Taipei, April 24 (CNA) An exhibition tracing the surrealism movement and its development over the past 100 years is set to open in Taipei on Saturday.

The exhibition, titled "Surrealism: Worlds in Dialogue," at the Taipei Fine Arts Museum, will run until Aug. 30, and is the third stop on an international tour, following shows in Germany and Finland, museum director Loh Li-chen (駱麗真) said at a press conference Friday.

It features more than 120 works by nearly 60 internationally renowned artists and filmmakers, including René Magritte and David Lynch, with exhibits ranging from paintings, sculptures and photographs to films.

Among them are works not previously shown in Germany and Finland, such as "I Shop Therefore I Am" by American artist Barbara Kruger, Loh said.

"I hope that in this exhibition, you will put aside past understandings and re-perceive what we are familiar with at the intersection of dream and reality, discovering new ways of seeing," she said.

A sculpture is displayed at an exhibition in Taipei on Friday. CNA photo April 24, 2026
A sculpture is displayed at an exhibition in Taipei on Friday. CNA photo April 24, 2026

The exhibition was launched in Germany in 2024 to mark the centennial of the "Manifesto of Surrealism" by French writer André Breton, according to the museum's press statement.

Mainly inspired by Sigmund Freud's psychoanalytic theories and emerging in the wake of World War I, surrealism refers to a global cultural movement in which artists questioned existing social norms and traditional rational thought.
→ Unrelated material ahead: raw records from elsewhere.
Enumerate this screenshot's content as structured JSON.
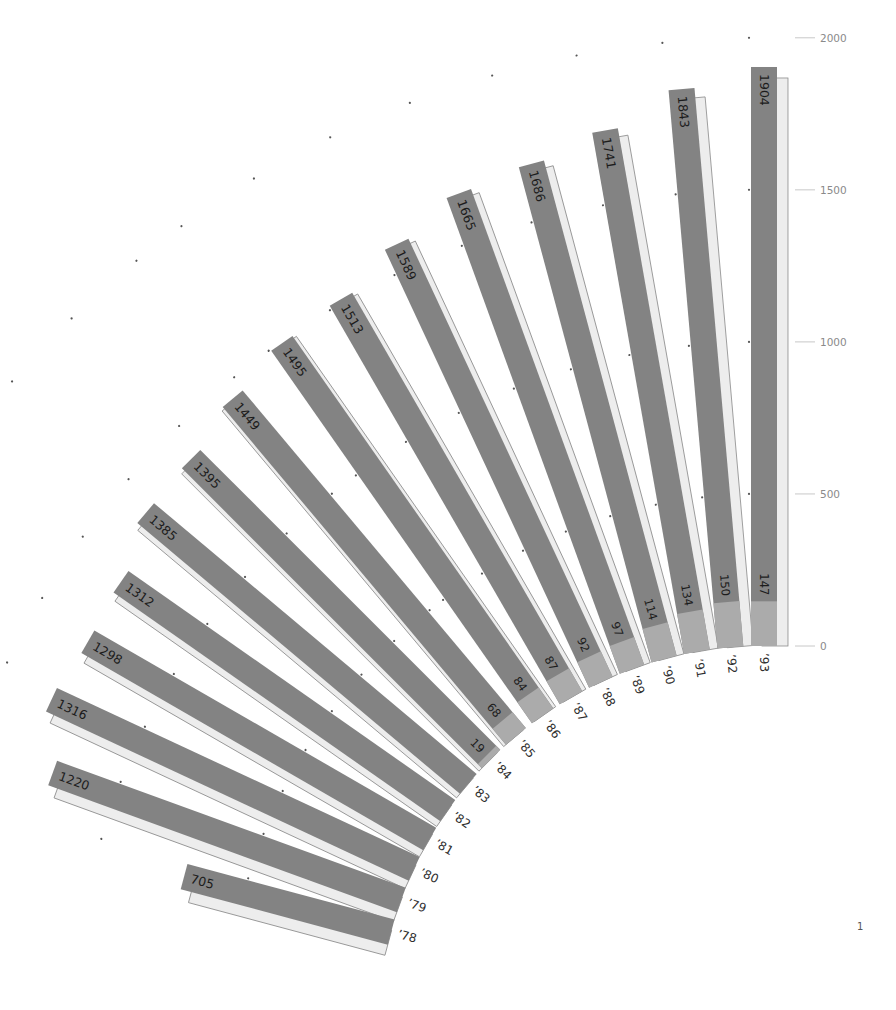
{
  "chart_data": {
    "type": "bar",
    "layout": "radial-fan",
    "title": "",
    "xlabel": "",
    "ylabel": "",
    "categories": [
      "’78",
      "’79",
      "’80",
      "’81",
      "’82",
      "’83",
      "’84",
      "’85",
      "’86",
      "’87",
      "’88",
      "’89",
      "’90",
      "’91",
      "’92",
      "’93"
    ],
    "series": [
      {
        "name": "total",
        "values": [
          705,
          1220,
          1316,
          1298,
          1312,
          1385,
          1395,
          1449,
          1495,
          1513,
          1589,
          1665,
          1686,
          1741,
          1843,
          1904
        ]
      },
      {
        "name": "highlighted",
        "values": [
          null,
          null,
          null,
          null,
          null,
          null,
          19,
          68,
          84,
          87,
          92,
          97,
          114,
          134,
          150,
          147
        ]
      }
    ],
    "axis": {
      "ticks": [
        0,
        500,
        1000,
        1500,
        2000
      ],
      "tick_labels": [
        "0",
        "500",
        "1000",
        "1500",
        "2000"
      ],
      "position": "right"
    },
    "ylim": [
      0,
      2000
    ],
    "grid": "dot markers at 500, 1000, 1500, 2000 beside each bar",
    "legend": null,
    "colors": {
      "bar": "#838383",
      "highlight": "#ababab",
      "shadow": "#ededed",
      "shadow_stroke": "#8c8c8c",
      "dot": "#555555",
      "tick": "#c8c8c8"
    }
  },
  "page": {
    "number": "1"
  }
}
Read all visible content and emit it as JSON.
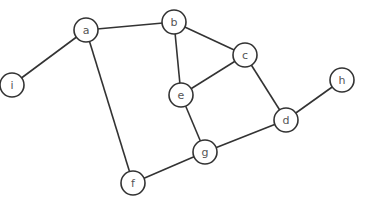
{
  "graph": {
    "nodes": [
      {
        "id": "a",
        "label": "a",
        "x": 86,
        "y": 30
      },
      {
        "id": "b",
        "label": "b",
        "x": 174,
        "y": 22
      },
      {
        "id": "c",
        "label": "c",
        "x": 245,
        "y": 55
      },
      {
        "id": "d",
        "label": "d",
        "x": 286,
        "y": 120
      },
      {
        "id": "e",
        "label": "e",
        "x": 181,
        "y": 95
      },
      {
        "id": "f",
        "label": "f",
        "x": 133,
        "y": 183
      },
      {
        "id": "g",
        "label": "g",
        "x": 205,
        "y": 152
      },
      {
        "id": "h",
        "label": "h",
        "x": 342,
        "y": 80
      },
      {
        "id": "i",
        "label": "i",
        "x": 12,
        "y": 85
      }
    ],
    "edges": [
      [
        "a",
        "b"
      ],
      [
        "a",
        "i"
      ],
      [
        "a",
        "f"
      ],
      [
        "b",
        "c"
      ],
      [
        "b",
        "e"
      ],
      [
        "c",
        "e"
      ],
      [
        "c",
        "d"
      ],
      [
        "d",
        "h"
      ],
      [
        "d",
        "g"
      ],
      [
        "e",
        "g"
      ],
      [
        "g",
        "f"
      ]
    ],
    "node_radius": 12
  }
}
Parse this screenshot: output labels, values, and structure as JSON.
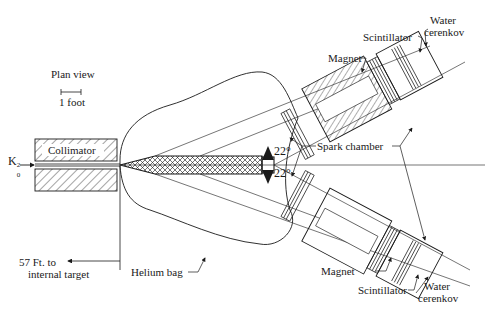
{
  "diagram": {
    "title": "Plan view",
    "scale_bar_label": "1 foot",
    "beam_label": "K",
    "beam_sub": "0",
    "beam_sup": "2",
    "labels": {
      "collimator": "Collimator",
      "target_distance_line1": "57 Ft. to",
      "target_distance_line2": "internal target",
      "helium_bag": "Helium bag",
      "spark_chamber": "Spark chamber",
      "angle_upper": "22°",
      "angle_lower": "22°",
      "magnet_upper": "Magnet",
      "magnet_lower": "Magnet",
      "scintillator_upper": "Scintillator",
      "scintillator_lower": "Scintillator",
      "water_cerenkov_upper_line1": "Water",
      "water_cerenkov_upper_line2": "cerenkov",
      "water_cerenkov_lower_line1": "Water",
      "water_cerenkov_lower_line2": "cerenkov"
    },
    "colors": {
      "ink": "#1a1a1a",
      "background": "#ffffff"
    }
  }
}
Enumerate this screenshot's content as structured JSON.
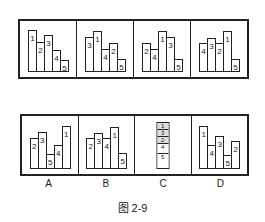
{
  "chart_data": {
    "type": "diagram",
    "title": "图 2-9",
    "top_row": [
      {
        "order": [
          "1",
          "2",
          "3",
          "4",
          "5"
        ],
        "heights": [
          42,
          30,
          37,
          22,
          12
        ]
      },
      {
        "order": [
          "3",
          "1",
          "4",
          "2",
          "5"
        ],
        "heights": [
          35,
          41,
          23,
          29,
          13
        ]
      },
      {
        "order": [
          "2",
          "4",
          "1",
          "3",
          "5"
        ],
        "heights": [
          29,
          23,
          41,
          35,
          13
        ]
      },
      {
        "order": [
          "4",
          "3",
          "2",
          "1",
          "5"
        ],
        "heights": [
          29,
          34,
          29,
          41,
          13
        ]
      }
    ],
    "options": [
      {
        "label": "A",
        "order": [
          "2",
          "3",
          "5",
          "4",
          "1"
        ],
        "heights": [
          31,
          37,
          15,
          24,
          43
        ]
      },
      {
        "label": "B",
        "order": [
          "2",
          "3",
          "4",
          "1",
          "5"
        ],
        "heights": [
          31,
          36,
          31,
          42,
          16
        ]
      },
      {
        "label": "C",
        "type": "stacked",
        "order": [
          "1",
          "3",
          "2",
          "4",
          "5"
        ]
      },
      {
        "label": "D",
        "order": [
          "1",
          "4",
          "3",
          "5",
          "2"
        ],
        "heights": [
          43,
          24,
          33,
          14,
          28
        ]
      }
    ]
  },
  "labels": [
    "A",
    "B",
    "C",
    "D"
  ],
  "caption": "图 2-9"
}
Noting the omnipresence of first-generation surrealists' works on tote bags, cellphone cases, in popular films and The Simpsons, curator Maximilian Letze said they "have proliferated in popular culture to the extent that we no longer really see them."

English artist Sarah Lucas’ work "Girl." Photo courtesy of Sadie Coles HQ, London
English artist Sarah Lucas’ work "Girl." Photo courtesy of Sadie Coles HQ, London

One of the exhibition's goals is to let visitors "rediscover the incredible radicality of these works" and their contemporary relevance, for which it places first-generation artworks in dialogue with those of later generations, he said.

Letze added that recent scholarship has shed light on the roles of women and female surrealists within art historical discourse, which the exhibition also highlights to present a more balanced picture of the movement.